Monday, September 18, 2023

Things to Find on the "Wikpedia Sucks!" Messageboard

Because we don't talk about the messageboard enough, here is a post on it.

"Why We Hate Wikipedia/Ten things you probably don't know about Wikipedia."

CrowsNest came up with this list, here is half of Point 2:

2. The disclaimer(s)
Normally an inconsequential piece of cover your back legalese on most sites, the disclaimers on Wikipedia are essentially the only truthful user manual they have. They're the only documents that explicitly state that you cannot trust a single word written on Wikipedia, not even if it has a source provided (you gotta read the source). And they make it clear, this is by design. These warnings are intentional, like any grave warning of serious risk should be. But they are also, by contrast, not very prominent. You get more warning about the mere possibility your lunch may have occupied the same spacetime continuum as a nut. Despite admittedly being linked from every page, it's scary how many Wikipedia editors aren't even aware they exist. Noticing you haven't noticed the link tends to be a "holy shit" moment for anyone.


"Wikipediocracy's one-sided treatment of Wikipedia's one-sided treatment of a creepy YouTube star."


A thread (started by Boink Boink) on Colleen Ballinger, or more exactly, how Wikipediocracy's messageboard treated the entire issue this summer, i.e. badly, which is mirrored in how en.Wikipedia handled it. Definitely not safe for work even though there are no images.



Back in 2007 P.D. Magnus did a simple vandalism study, going to a number of Wikipedia bios of famous philosophers and inserting "fibs" to see how long it would take for those to be removed. He did it again last year; some of the fictions were removed faster than last time, but some vandalism in articles on both occasions were not being removed at all. Magnus got his paper published at First Monday, a "peer reviewed journal on the Internet", who had published the original 2008 paper. Hat tip to ericbarbour for finding this one. 


More Not Safe for Work fun, " 'Minor-attracted Person' Article for Deletion."

Yes, Wikipedia has had an article about "minor-attracted persons" more than once, and this is the Article for Deletion debate for the second attempt. A lot of this thread is a collection of links to all the articles and users doing the heavy lifting to make pedophila less radioactive somehow. A quote from ericbarbour:

Also: I predict that Arbcom will go to absurd lengths to stay out of this. Because it really is that repellent. I could list some of their past half-baked decisions in this area.....it's Arbcom, of course it will be half-baked. They seem to prefer to avoid addressing pedophilic editing in general. This mess is most notorious--it almost tore Wikipedia apart in 2006. Jimbo stuck his stupid nose in, thus making it worse. Many of those administrators later quit WP. Surprising they haven't "blanked it as a courtesy" or some shit.

That is "ancient history" now. Jimbo was still regarded as the Inerrant God of Wiki. Bastards. Not anymore.

 

Jimbo as the ultimate authority


12) Jimbo Wales has ultimate authority on Wikimedia projects; as a foundation issue that is beyond debate. Though he is in many contexts an ordinary user whose edits and administrative actions are subject to change or reversal per normal community processes, when Jimbo acts with ultimate authority as project leader, every community member is expected and obliged to comply with his decisions, though discussion, criticism and request for reversal is permitted.

The Board of Trustees is empowered to review such decisions by Jimbo. Users who act in deliberate defiance of an authoritative action by Jimbo are subject to sanctions, including banning and desysopping, particularly temporary ("emergency") desysopping.

Passed 8-0 with 2 abstentions


"PROOF that they are reading this forum

A short thread on how Wikipedia editors were sneaking looks to write new articles on missing topics and fixing long-running issues. Sometimes. This one was a Bbb23sucks-ericbarbour joint.

***


There is a LOT more than this on the board, and it needs to be looked at if you are interested in why Wikipedia is as patchy as it is. Also, if you can, read T.J. Coles' expose We'll Tell You How to Think (2021), for a broad view of Wikipedia's consent-manufacturing properties.






Above: When pre-PBS (National Educational Television) could bring Rod Serling, Bernie Harrison (television critic, Washington Star newspaper), and James Dickey (!) to a Library of Congress set (!!) for an interview/round-table discussion on why television drama stinks, in glorious analog monochrome. Recorded on 1-15-1968.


Lines that include the word "Intercom" should be copied from the listing that follows.

* * *

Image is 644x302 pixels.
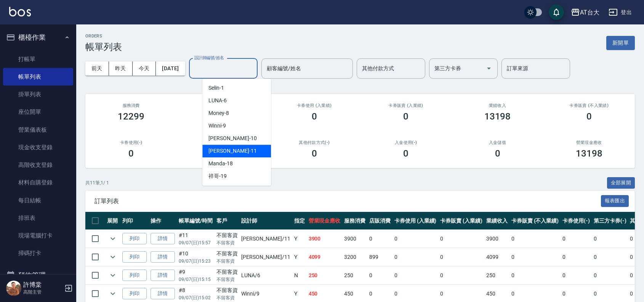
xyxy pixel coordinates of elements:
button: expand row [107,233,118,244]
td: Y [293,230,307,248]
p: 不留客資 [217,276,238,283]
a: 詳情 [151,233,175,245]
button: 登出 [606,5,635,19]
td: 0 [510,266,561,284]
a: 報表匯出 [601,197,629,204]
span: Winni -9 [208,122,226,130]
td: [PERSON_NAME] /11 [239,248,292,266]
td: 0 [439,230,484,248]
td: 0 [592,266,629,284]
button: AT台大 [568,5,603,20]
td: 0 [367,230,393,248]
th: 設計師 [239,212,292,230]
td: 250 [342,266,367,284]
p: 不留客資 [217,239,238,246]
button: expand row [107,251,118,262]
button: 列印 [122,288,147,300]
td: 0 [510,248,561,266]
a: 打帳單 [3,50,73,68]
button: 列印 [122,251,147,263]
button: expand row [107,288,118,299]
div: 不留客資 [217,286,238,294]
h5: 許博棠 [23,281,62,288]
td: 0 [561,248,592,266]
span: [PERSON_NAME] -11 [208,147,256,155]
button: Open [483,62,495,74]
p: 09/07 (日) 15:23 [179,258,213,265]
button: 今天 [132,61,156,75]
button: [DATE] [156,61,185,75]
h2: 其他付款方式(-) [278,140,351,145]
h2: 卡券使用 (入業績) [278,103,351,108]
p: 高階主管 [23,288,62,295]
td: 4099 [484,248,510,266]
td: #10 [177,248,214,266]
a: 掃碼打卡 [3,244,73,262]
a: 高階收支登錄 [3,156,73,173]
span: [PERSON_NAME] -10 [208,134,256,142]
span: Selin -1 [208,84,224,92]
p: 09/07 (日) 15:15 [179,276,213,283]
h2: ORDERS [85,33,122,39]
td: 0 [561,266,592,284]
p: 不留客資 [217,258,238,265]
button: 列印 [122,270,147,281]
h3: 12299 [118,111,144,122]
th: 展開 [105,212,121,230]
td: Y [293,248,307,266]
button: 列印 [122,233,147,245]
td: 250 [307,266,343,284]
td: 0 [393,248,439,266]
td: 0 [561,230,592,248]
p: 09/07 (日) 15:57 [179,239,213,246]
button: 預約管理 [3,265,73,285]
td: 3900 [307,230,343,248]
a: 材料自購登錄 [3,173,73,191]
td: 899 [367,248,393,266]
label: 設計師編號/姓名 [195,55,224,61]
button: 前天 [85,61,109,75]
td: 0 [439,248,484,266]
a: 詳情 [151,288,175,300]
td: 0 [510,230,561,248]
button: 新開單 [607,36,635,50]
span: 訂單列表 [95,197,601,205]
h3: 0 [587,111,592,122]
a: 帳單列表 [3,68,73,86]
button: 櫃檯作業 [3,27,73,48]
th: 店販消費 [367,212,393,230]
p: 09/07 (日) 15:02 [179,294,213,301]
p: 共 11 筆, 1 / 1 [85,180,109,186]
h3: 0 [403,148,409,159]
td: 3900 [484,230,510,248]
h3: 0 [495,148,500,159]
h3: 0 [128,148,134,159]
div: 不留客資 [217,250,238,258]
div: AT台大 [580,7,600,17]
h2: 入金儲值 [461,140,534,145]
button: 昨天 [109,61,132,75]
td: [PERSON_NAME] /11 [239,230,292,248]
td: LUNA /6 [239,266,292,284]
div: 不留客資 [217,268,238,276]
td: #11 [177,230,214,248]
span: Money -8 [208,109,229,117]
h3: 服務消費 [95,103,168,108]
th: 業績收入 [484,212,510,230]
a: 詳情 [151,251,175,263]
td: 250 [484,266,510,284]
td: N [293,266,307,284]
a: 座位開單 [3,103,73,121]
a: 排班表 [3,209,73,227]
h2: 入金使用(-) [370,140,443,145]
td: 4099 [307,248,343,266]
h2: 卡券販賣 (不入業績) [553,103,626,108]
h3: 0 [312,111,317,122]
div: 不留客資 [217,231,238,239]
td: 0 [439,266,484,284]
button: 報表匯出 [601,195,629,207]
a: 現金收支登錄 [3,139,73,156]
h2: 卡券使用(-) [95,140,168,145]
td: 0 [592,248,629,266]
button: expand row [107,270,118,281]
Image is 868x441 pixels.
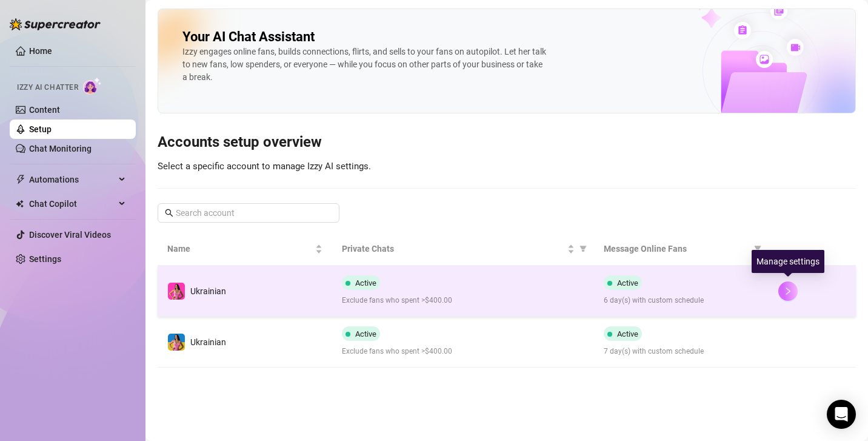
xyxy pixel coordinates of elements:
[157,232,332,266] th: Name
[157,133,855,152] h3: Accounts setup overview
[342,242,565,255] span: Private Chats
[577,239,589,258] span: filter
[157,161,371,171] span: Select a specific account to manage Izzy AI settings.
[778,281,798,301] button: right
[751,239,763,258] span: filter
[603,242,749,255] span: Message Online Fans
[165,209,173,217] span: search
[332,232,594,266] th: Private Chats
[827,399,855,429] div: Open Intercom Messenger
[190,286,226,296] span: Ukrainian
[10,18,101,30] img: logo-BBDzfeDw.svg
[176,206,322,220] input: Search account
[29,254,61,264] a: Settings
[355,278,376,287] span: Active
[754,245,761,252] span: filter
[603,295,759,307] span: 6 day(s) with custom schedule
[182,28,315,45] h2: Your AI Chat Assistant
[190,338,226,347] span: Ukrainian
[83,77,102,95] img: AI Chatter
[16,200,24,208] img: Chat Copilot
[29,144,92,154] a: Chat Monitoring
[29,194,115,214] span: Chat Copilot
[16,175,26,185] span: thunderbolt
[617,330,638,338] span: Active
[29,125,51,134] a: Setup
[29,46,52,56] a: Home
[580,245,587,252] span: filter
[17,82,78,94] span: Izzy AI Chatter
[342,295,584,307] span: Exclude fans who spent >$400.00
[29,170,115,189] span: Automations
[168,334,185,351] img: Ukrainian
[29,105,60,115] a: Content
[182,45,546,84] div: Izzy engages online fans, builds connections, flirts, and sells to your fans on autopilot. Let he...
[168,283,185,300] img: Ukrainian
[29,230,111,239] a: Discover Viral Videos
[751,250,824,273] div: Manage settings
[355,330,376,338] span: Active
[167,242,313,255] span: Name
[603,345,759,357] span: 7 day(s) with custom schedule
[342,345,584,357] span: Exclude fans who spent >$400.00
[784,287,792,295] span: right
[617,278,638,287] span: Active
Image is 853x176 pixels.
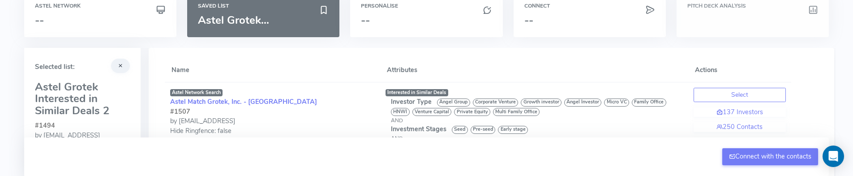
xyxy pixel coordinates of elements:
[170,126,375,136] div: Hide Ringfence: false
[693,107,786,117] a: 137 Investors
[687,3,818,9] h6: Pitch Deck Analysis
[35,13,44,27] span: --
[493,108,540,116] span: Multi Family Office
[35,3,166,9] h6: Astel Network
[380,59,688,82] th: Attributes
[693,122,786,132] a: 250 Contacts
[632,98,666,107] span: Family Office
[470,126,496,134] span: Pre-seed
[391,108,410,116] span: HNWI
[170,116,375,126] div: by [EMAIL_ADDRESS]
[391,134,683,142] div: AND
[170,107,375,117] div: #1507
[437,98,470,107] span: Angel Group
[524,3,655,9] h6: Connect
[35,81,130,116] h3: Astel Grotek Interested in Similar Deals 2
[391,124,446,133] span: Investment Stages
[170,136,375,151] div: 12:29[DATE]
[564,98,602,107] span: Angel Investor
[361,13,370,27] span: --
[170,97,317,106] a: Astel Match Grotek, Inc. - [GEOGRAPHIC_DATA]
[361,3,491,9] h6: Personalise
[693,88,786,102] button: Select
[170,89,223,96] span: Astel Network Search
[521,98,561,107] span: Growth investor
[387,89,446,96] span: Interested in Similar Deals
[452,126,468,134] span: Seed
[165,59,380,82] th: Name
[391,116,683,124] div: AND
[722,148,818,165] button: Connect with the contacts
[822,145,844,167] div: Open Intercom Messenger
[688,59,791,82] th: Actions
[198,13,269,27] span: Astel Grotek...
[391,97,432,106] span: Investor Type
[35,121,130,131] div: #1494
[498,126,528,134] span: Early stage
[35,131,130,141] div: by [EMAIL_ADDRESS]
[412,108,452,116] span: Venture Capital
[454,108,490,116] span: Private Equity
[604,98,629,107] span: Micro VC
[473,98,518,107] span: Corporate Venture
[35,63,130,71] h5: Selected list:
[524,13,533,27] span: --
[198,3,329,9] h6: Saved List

* * *

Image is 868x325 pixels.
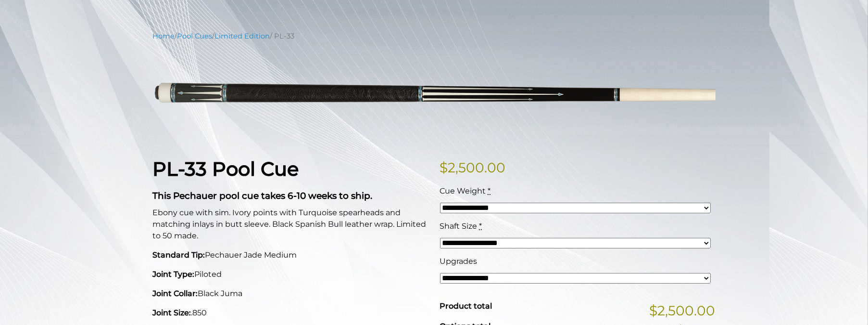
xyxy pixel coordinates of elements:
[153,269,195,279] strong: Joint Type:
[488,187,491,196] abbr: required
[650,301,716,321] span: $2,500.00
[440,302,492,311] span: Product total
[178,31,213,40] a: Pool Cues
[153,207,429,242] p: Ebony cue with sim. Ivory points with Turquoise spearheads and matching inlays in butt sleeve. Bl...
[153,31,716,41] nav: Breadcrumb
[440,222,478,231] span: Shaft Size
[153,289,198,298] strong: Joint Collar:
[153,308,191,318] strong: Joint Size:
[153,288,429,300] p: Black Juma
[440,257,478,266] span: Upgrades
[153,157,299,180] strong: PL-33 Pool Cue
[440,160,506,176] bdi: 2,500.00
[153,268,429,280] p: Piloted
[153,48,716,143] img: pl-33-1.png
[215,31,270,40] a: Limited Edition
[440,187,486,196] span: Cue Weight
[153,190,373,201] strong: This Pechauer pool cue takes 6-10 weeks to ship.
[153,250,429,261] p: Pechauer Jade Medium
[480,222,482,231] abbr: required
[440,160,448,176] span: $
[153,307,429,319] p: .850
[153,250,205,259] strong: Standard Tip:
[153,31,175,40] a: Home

* * *

Answer to this exercise
[827,399,855,429] div: Open Intercom Messenger
[822,145,844,167] div: Open Intercom Messenger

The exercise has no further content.